Hawley has constructed a meticulous thriller made all the more compelling by his theme: the power of the corporate media to shape what we think and what we see. A private plane, a Gullwing Air OSPRY 45XR, takes off from Martha’s Vineyard carrying corporate media titan David Bateman, his wife, Maggie, and their two young children, Rachel and JJ. Also on board are Ben and Sarah Kipling. Ben is a partner at one of the big four Wall Street firms. A “blue-eyed shark,” Ben may have been under investigation by the Office of Foreign Assets Control.
As the ghostly tendrils of fog gently drift across the tarmac, Maggie anxiously waits for Scott Burroughs, a struggling painter who has taken Maggie up on her offer to travel with them. But Scott’s perspective on this luxury trip, perhaps symbolic of his own shambolic life, is shattered when the plane crashes into the Atlantic, killing all on board except for Scott and little JJ Bateman. Emerging from the fiery water, Scott shouts into the night. While the moonlight tries to cut through the fog, Scott finds himself recalling a scene from his youth--a trip to San Francisco
where he first encountered legendary swimmer Jack LaLanne. Recognizing the sheer impossibility of what he must do, the memory of Jack’s swim spurs Scott onward as he sets about rescuing both himself and JJ.
The crux of Before the Fall balances precariously on Scott’s narrative, at times fractured, at others delivering the status of a man who has become a reluctant hero after saving the boy. In the aftermath of the crash, Scott is interviewed by the National Transportation Safety Board’s Gus Franklin, but he’s unable to offer any evidence that points towards the origin of the tragedy, only that he had met Maggie Bateman a few weeks earlier at the local Farmers Market. Like an astronaut’s vertigo, images of the accident flash through Scott’s mind: a blare of sounds and of metal shrieking. There was a disorienting whirl, “a banging like an explosion,” and at the same time the plane “kind of dropped.” From the sudden downward pitch to the panicked stench of burning metal, Scott becomes increasingly uptight over the recitation of the facts, Gus Franklin occasionally interrupting him with questions.
While Scott connects with JJ and with Eleanor, JJ’s aunt (now the boy’s unexpected guardian), Bill Cunningham, Bateman’s best friend, endeavors to paint a very different picture than what Scott has told the world. Taking advantage of the public’s thirst for scandal, Cunningham attempts to skewer Scott’s version of the events, publicizing him as a notorious womanizer and alcoholic who has never been able to keep a single lasting relationship. Was it mechanical failure or human error? Who can be blamed?
Who is liable?
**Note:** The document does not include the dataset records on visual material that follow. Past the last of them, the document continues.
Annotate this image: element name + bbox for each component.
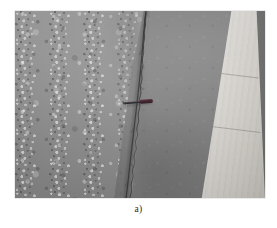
figure-container: a) bbox=[0, 0, 277, 228]
photo-canvas bbox=[15, 11, 265, 198]
figure-caption: a) bbox=[0, 203, 277, 215]
figure-photograph bbox=[15, 11, 265, 198]
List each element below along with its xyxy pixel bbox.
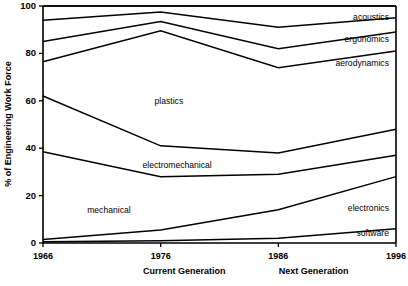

Gus Franklin is positive the crash was no accident, caused not by computer failure or by faulty hydraulics but perhaps by some “torment and tragedy of the human soul.”
Structurally the novel is unique as Hawley segues back and forth between each character’s past,
from the flight crew (the pilot, co-pilot, and the beautiful flight attendant) to the lives of the passengers, to Gus Franklin, then to Eleanor and her husband, Doug, who at first resents David Bateman’s wealth with a fierce passion yet increasingly covets it once he discovers how many millions little JJ will inherit. Scott is
caught up in Cunningham’s carefully calibrated media drama, the battle between information versus entertainment which not only confounds Scott but forces him to hide out in the apartment of a wealthy Manhattan socialite. As Cunningham sets about escalating his attacks, Scott turns to emotionally distraught JJ, the two kindred survivors. Offering him a flicker of hope, Scott forms a friendship with Eleanor,
who in turn finds herself hijacked by Doug’s efforts to recreate a sense of
continuity that defines JJ’s familiar wealth and luxury.
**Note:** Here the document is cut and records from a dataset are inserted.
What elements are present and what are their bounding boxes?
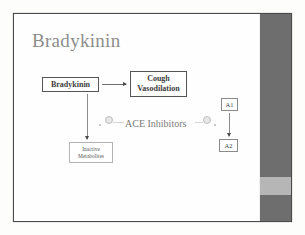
slide-root: Bradykinin Bradykinin Cough Vasodilation	[0, 0, 305, 235]
box-inactive-metabolites: Inactive Metabolites	[69, 142, 113, 163]
box-cough-vasodilation: Cough Vasodilation	[130, 71, 187, 97]
inhibition-connector-left	[113, 122, 124, 123]
box-bradykinin-label: Bradykinin	[51, 80, 90, 89]
box-cough-vasodilation-label: Cough Vasodilation	[137, 74, 179, 94]
sidebar-band-edge	[259, 14, 260, 221]
inhibition-tick-right	[214, 124, 216, 126]
box-a2: A2	[219, 139, 238, 152]
box-inactive-line1: Inactive	[82, 146, 100, 152]
arrow-bradykinin-to-inactive	[87, 94, 88, 139]
inhibition-marker-left-icon	[105, 116, 113, 124]
ace-inhibitors-label: ACE Inhibitors	[125, 118, 186, 129]
box-inactive-line2: Metabolites	[78, 153, 104, 159]
box-a2-label: A2	[225, 142, 233, 149]
page-title: Bradykinin	[32, 30, 121, 52]
box-bradykinin: Bradykinin	[42, 77, 99, 92]
box-a1: A1	[221, 98, 238, 111]
inhibition-connector-right	[195, 122, 203, 123]
arrow-a1-to-a2	[229, 113, 230, 136]
inhibition-marker-right-icon	[203, 116, 211, 124]
box-cough-line2: Vasodilation	[137, 84, 179, 93]
box-cough-line1: Cough	[147, 74, 170, 83]
box-a1-label: A1	[226, 101, 234, 108]
box-inactive-metabolites-label: Inactive Metabolites	[78, 146, 104, 160]
arrow-bradykinin-to-cough	[102, 84, 126, 85]
inhibition-tick-left	[99, 124, 101, 126]
sidebar-band-highlight	[260, 177, 291, 195]
slide-canvas: Bradykinin Bradykinin Cough Vasodilation	[14, 14, 291, 221]
slide-frame: Bradykinin Bradykinin Cough Vasodilation	[13, 13, 292, 222]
Scott has a sudden flash of memory: he’s back on the flight. Up front, at the open cockpit door, flight attendant Emma Lightner is arguing with one of the pilots, the confrontation uncharacteristically dark and ugly. It is in Scott’s fractured recollections that the reader is reminded how tragedy can happen anywhere and at anytime and that there are dangerous borders between darkness and light. Hawley frames these themes throughout the narrative, especially the blurred boundaries that can exist between human personalities.
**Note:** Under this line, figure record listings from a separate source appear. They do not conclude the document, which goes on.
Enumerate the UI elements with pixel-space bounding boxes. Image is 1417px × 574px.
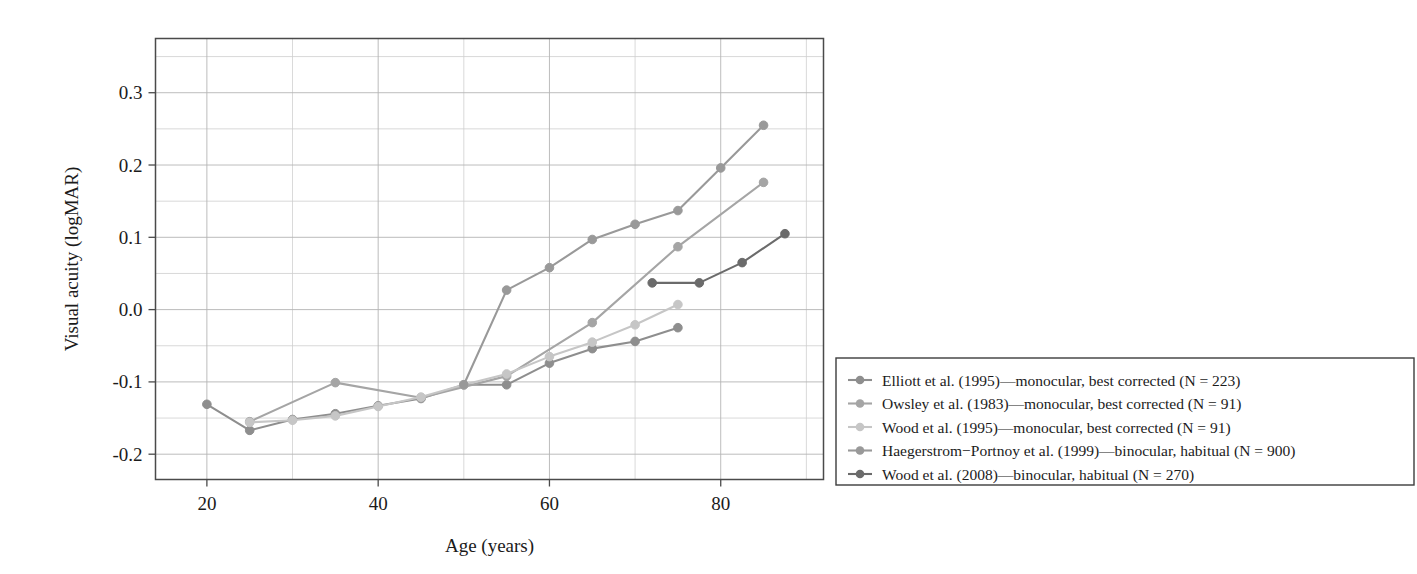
x-tick-label: 20 [197, 493, 216, 514]
y-tick-label: 0.3 [119, 82, 143, 103]
legend-marker-icon [856, 399, 865, 408]
legend-marker-icon [856, 423, 865, 432]
data-point [674, 323, 683, 332]
data-point [631, 320, 640, 329]
series-3 [460, 121, 768, 389]
plot-frame [156, 39, 824, 480]
chart-canvas: 20406080 -0.2-0.10.00.10.20.3 Age (years… [0, 0, 1417, 574]
data-point [245, 426, 254, 435]
data-point [545, 263, 554, 272]
data-point [738, 258, 747, 267]
series-4 [648, 229, 789, 287]
legend-marker-icon [856, 470, 865, 479]
data-point [588, 338, 597, 347]
data-point [674, 206, 683, 215]
y-tick-label: 0.2 [119, 155, 143, 176]
data-point [460, 380, 469, 389]
legend-label: Wood et al. (2008)—binocular, habitual (… [882, 466, 1194, 484]
legend-item-3[interactable]: Haegerstrom−Portnoy et al. (1999)—binocu… [848, 442, 1295, 460]
data-point [588, 235, 597, 244]
data-point [759, 121, 768, 130]
y-axis-label: Visual acuity (logMAR) [61, 167, 83, 352]
y-tick-label: -0.1 [112, 371, 142, 392]
data-point [331, 412, 340, 421]
x-tick-label: 80 [711, 493, 730, 514]
data-point [288, 416, 297, 425]
data-point [759, 178, 768, 187]
y-tick-label: -0.2 [112, 444, 142, 465]
data-point [502, 286, 511, 295]
data-point [502, 380, 511, 389]
data-point [695, 279, 704, 288]
data-point [545, 352, 554, 361]
legend-item-2[interactable]: Wood et al. (1995)—monocular, best corre… [848, 419, 1231, 437]
data-point [674, 300, 683, 309]
legend-item-0[interactable]: Elliott et al. (1995)—monocular, best co… [848, 372, 1240, 390]
legend-label: Owsley et al. (1983)—monocular, best cor… [882, 395, 1241, 413]
legend-marker-icon [856, 446, 865, 455]
data-point [648, 279, 657, 288]
x-axis-label: Age (years) [445, 535, 534, 557]
data-point [502, 370, 511, 379]
data-point [331, 378, 340, 387]
data-point [203, 400, 212, 409]
data-point [674, 242, 683, 251]
y-tick-label: 0.0 [119, 299, 143, 320]
x-tick-label: 40 [369, 493, 388, 514]
minor-gridlines [156, 39, 824, 480]
major-gridlines [156, 39, 824, 480]
data-series-group [203, 121, 790, 435]
y-axis-ticks: -0.2-0.10.00.10.20.3 [112, 82, 155, 464]
x-axis-ticks: 20406080 [197, 480, 730, 514]
data-point [374, 402, 383, 411]
legend-label: Wood et al. (1995)—monocular, best corre… [882, 419, 1231, 437]
legend-label: Elliott et al. (1995)—monocular, best co… [882, 372, 1240, 390]
legend-item-1[interactable]: Owsley et al. (1983)—monocular, best cor… [848, 395, 1241, 413]
data-point [631, 220, 640, 229]
data-point [631, 337, 640, 346]
data-point [716, 164, 725, 173]
data-point [781, 229, 790, 238]
data-point [588, 318, 597, 327]
data-point [417, 393, 426, 402]
legend-marker-icon [856, 376, 865, 385]
y-tick-label: 0.1 [119, 227, 143, 248]
x-tick-label: 60 [540, 493, 559, 514]
legend-label: Haegerstrom−Portnoy et al. (1999)—binocu… [882, 442, 1295, 460]
legend-item-4[interactable]: Wood et al. (2008)—binocular, habitual (… [848, 466, 1194, 484]
data-point [245, 418, 254, 427]
chart-legend: Elliott et al. (1995)—monocular, best co… [836, 358, 1414, 485]
visual-acuity-vs-age-figure: 20406080 -0.2-0.10.00.10.20.3 Age (years… [0, 0, 1417, 574]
From secrets and technology to Gus Franklin’s methodical search to uncover the truth (“the plane didn’t just fall out of the sky”), Cunningham carefully ramps up his campaign, exposing Scott as a fraud and an opportunist no matter the cost. Hawley draws a vivid contrast between reality and illusion, between luck and fate, and between the secret places of a man’s troubled psyche where the voices inside his head dictate whether certain people, the vulnerable and the damned, will fall from grace or battle to survive.